Norway on Wednesday announced a fresh donation to the financially stricken UN agency for Palestinian refugees as a humanitarian crisis grips the war-torn Gaza Strip.

UNRWA plays a critical role in distributing aid and providing life-saving assistance to Gaza, where an Israeli siege during the four-month-old war has sparked dire shortages of food, water, medicine and fuel.

But major donors to UNRWA, including Britain, Germany and the United States, suspended funding after allegations that some of its staff were involved in the unprecedented October 7th attack by Hamas on Israel that triggered the war.

Norway’s Foreign Minister Espen Barth Eide said the transfer of 275 million Norwegian kroner ($26 million) would support Palestinian refugees in Gaza, the West Bank, including occupied east Jerusalem, Lebanon, Syria and Jordan.

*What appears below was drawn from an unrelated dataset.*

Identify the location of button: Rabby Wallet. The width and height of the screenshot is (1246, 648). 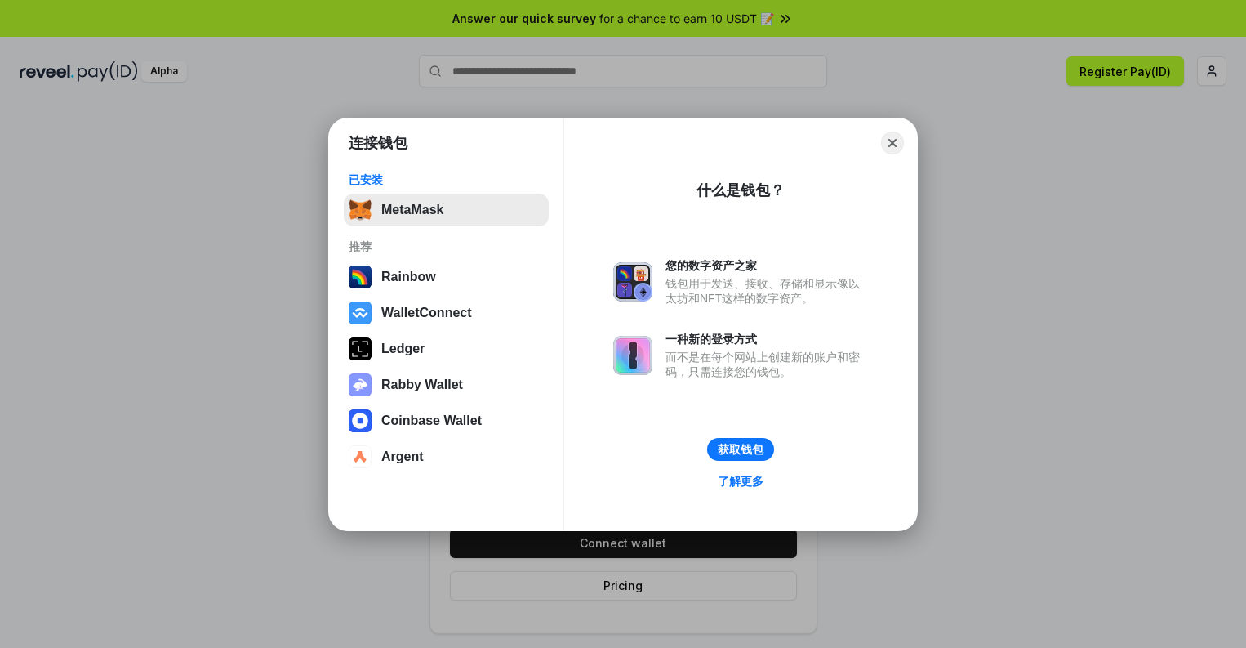
(446, 385).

Gazans are starving and dying of infectious diseases due to a collapsed health system, making the support “more important than ever”, added International Development Minister Anne Beathe Tvinnereim.

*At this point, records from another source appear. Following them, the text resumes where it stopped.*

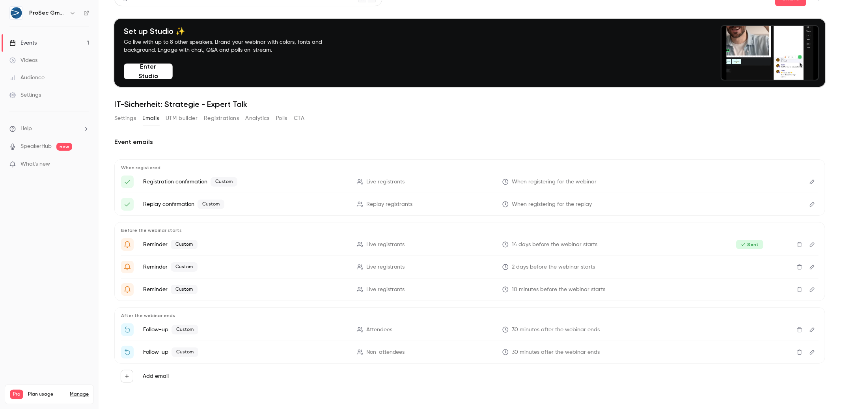 This screenshot has width=841, height=409. I want to click on p: Before the webinar starts, so click(470, 230).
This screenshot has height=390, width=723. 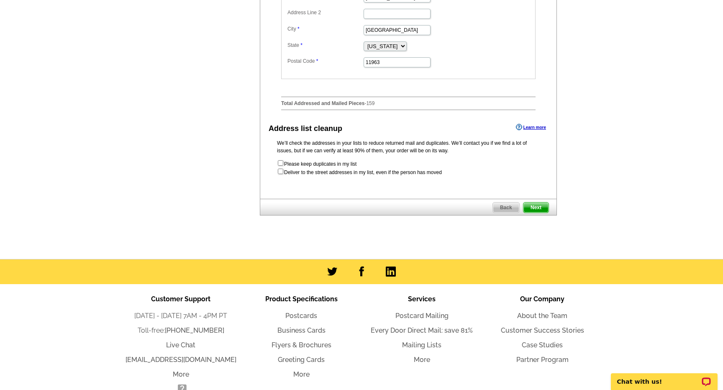 What do you see at coordinates (53, 18) in the screenshot?
I see `p: Chat with us!` at bounding box center [53, 18].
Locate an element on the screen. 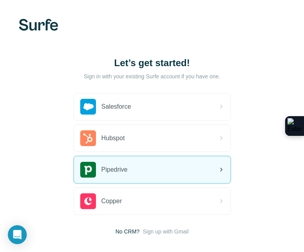  span: Sign up with Gmail is located at coordinates (166, 231).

EU Parliament and Norway in a row over seabed mining

After the European Parliament voted almost unanimously in favour of a resolution expressing concerns at Norway’s move to go ahead with seabed mining in the Arctic, Norwegian PM Jonas Gahr Støre has come out fighting.

“What has been talked about in the European Parliament in recent days has been a description of what Norway is actually doing that does not match reality,” Støre told Norwegian newswire NTB.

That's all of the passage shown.